In September 2014, Daimler AG (now Mercedes-Benz Group) acquired Intelligent Apps, entering the ride-hailing market.[6] In 2016, Daimler acquired Hailo, a British taxi-hailing app founded in 2011. This followed by a rebrand to mytaxi, which created a large app-based licensed taxi operator in Europe.[5] Over the following years, mytaxi expanded by acquiring companies like Beat (formerly Taxibeat) in Greece in February 2017 and Clever Taxi in Romania in June 2017.[7][8]

In February 2019, Daimler and BMW announced a €1 billion mobility joint venture called Your Now, combining their various mobility services, including the car-sharing platform Share Now, the multimodal app ReachNow, Park Now and Charge Now.[9][10] mytaxi was rebranded to Free Now on July 1, 2019.[9]

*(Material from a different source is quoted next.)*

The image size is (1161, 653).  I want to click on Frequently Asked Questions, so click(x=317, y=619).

The joint venture also operated Hive, an e-scooter brand, which was discontinued by mid-2020 as the company shifted its strategy to partner with third-party operators instead.[11]

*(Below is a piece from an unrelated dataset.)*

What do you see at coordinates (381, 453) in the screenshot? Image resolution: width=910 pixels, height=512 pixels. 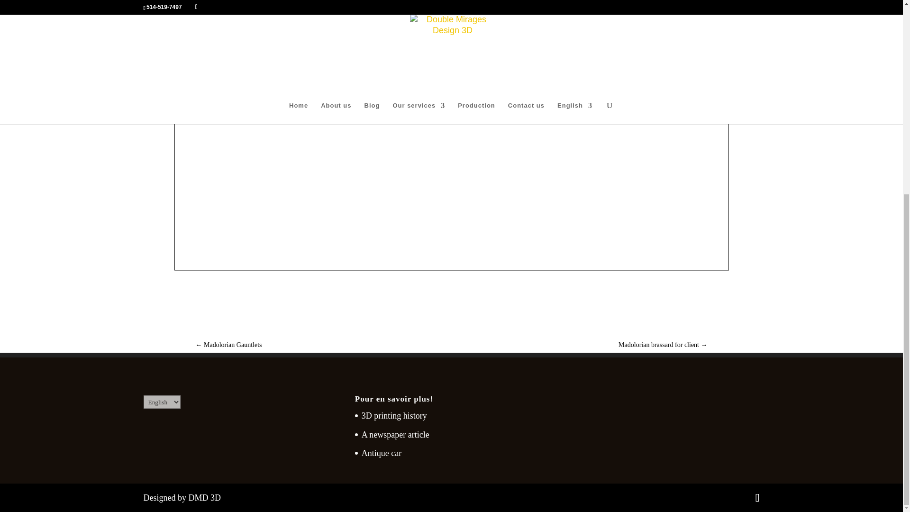 I see `Antique car` at bounding box center [381, 453].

The platform's consolidation under the new branding continued, with other services such as France's Kapten being fully integrated into the Free Now platform on 2 December 2020.[12]
In January 2021, Free Now announced it would allocate over €100 million in resources over the subsequent five years to promote the electrification of its vehicle fleet across Europe.[13]
In 2022, following a strategic review to focus on its core markets, Free Now withdrew from several countries, including Portugal, Romania and Sweden.[14][15][16]
In July 2025, Lyft acquired the company for €175 million, expanding in Europe.[17]